Paula Rego’s exhibition is “first step” to show in France
The cultural advisor of the Portuguese Embassy in France, João Pinharanda, said today in Paris that the exhibition “The Cruel Tales of Paula Rego” is a “first step” to make the artist known to the French public.
“I came to present the other facet of Paula Rego, which is not represented in this exhibition. I think this exhibition needed to be here to bridge the French’s knowledge of English and Portuguese painting, but I came to present Paula Rego more violent, more sexually, more undisciplined, more committed socially and politically, “said João Pinharanda, who is also director of the Camões Institute Cultural Center in Paris, in statements, within the framework of the conference” Un portrait de Paula Rego“, inserted in the context of the exhibition at the Museum of L’Orangerie.
Bringing knowledge with Paula Rego in 1985, João Pinharanda presented at the conference organized by the French museum the path of the painter through his paintings from the 1950s to the present day.
Prior to this exhibition, only with participation in a collective exhibition on the London school and two exhibitions at the delegation of the Calouste Gulbenkian Foundation in Paris, João Pinharanda considered that knowledge about Paula Rego was “practically null” in France. Something that could be explained by the difficulty of transposing the themes treated by the Portuguese painter to the French culture.
“Paula Rego is difficult to understand in France because it crosses two cultures that are very foreign to the rationalism of French culture. On the one hand, the Portuguese part is popular culture, religiosity, superstition, artisanal production And, on the other hand, English culture. In bringing together what comes from the Portuguese irrational with English nonsense, it needs a contextualization here in France that rationalizes the irrational in some way. And this exposition is the first step “said the cultural advisor to the Portuguese Embassy in France.
The exhibition “The Cruel Tales of Paula Rego” was inaugurated in October and will be open until January 14, 2019. The series of conferences around the exhibition will also include lectures on the London School and Portuguese artists exiled in the 1950s and 1960s.
The exhibition “The Cruel Tales of Paula Rego” brings together all the “women, men, animals, many animals” of the Portuguese artist’s imagination in a show that aims to ” deserves in France “.
The exhibition is inspired by childhood, short stories and social criticism, with some 70 works by Paula Rego, ranging from large acrylic and pastel shapes to engravings and dolls she created in her atelier in London.
“The exhibition is about my puppets, all I’ve done, it’s just that, women, men, animals, lots of animals, pigs, lots of things,” she told the 83-year-old artist in October.
Paula Rego said that the exhibition is a universe of stories, those who rocked her and those who frightened her as a child.
At the time, also the director of the Museum of L’Orangerie and commissioner of the exhibition, Cécile Debray, told reporters that “this exhibition is a bet because Paula Rego is very little known in France.”
“For me, Paula Rego is an immense artist who does not have the recognition she deserves in France. She is well-known in Portugal, a little in London, but not enough. For me, she deserves the notoriety of a Louise Bourgeois and I think “Louise Bourgeois, Goya, Edgar Degas, Odilon Redon, E’douard Manet, David Hockney and Ron Mueck with Paula Rego also explained that this will eventually happen.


Task requirements: From first line to last, give the records again word for word and omit the pictures.

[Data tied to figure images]

■ ■ ■

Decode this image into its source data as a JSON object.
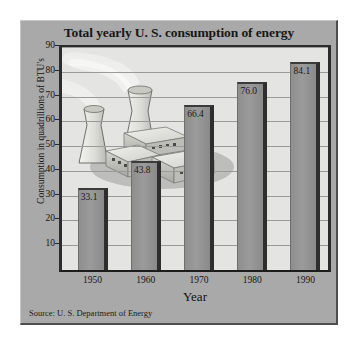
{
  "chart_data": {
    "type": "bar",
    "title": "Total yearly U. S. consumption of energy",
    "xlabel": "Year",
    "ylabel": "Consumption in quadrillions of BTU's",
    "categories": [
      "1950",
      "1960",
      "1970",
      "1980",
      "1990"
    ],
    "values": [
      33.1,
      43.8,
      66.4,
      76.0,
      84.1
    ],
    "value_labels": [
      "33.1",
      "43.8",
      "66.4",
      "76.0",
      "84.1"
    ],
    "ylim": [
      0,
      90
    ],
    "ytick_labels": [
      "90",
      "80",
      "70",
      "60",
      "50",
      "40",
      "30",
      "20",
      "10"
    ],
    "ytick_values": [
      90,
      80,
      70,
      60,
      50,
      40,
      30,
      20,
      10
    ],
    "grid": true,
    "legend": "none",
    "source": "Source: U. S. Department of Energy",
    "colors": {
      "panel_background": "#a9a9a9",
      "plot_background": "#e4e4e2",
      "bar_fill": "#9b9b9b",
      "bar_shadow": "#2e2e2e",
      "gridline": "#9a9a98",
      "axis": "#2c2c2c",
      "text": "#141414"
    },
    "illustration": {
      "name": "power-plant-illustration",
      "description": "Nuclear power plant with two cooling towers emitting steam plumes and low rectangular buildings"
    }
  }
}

■ ■ ■

Worked solution:
Decode this image into its source data as a JSON object.
{
  "chart_data": {
    "type": "bar",
    "title": "Total yearly U. S. consumption of energy",
    "xlabel": "Year",
    "ylabel": "Consumption in quadrillions of BTU's",
    "categories": [
      "1950",
      "1960",
      "1970",
      "1980",
      "1990"
    ],
    "values": [
      33.1,
      43.8,
      66.4,
      76.0,
      84.1
    ],
    "value_labels": [
      "33.1",
      "43.8",
      "66.4",
      "76.0",
      "84.1"
    ],
    "ylim": [
      0,
      90
    ],
    "ytick_labels": [
      "90",
      "80",
      "70",
      "60",
      "50",
      "40",
      "30",
      "20",
      "10"
    ],
    "ytick_values": [
      90,
      80,
      70,
      60,
      50,
      40,
      30,
      20,
      10
    ],
    "grid": true,
    "legend": "none",
    "source": "Source: U. S. Department of Energy",
    "colors": {
      "panel_background": "#a9a9a9",
      "plot_background": "#e4e4e2",
      "bar_fill": "#9b9b9b",
      "bar_shadow": "#2e2e2e",
      "gridline": "#9a9a98",
      "axis": "#2c2c2c",
      "text": "#141414"
    },
    "illustration": {
      "name": "power-plant-illustration",
      "description": "Nuclear power plant with two cooling towers emitting steam plumes and low rectangular buildings"
    }
  }
}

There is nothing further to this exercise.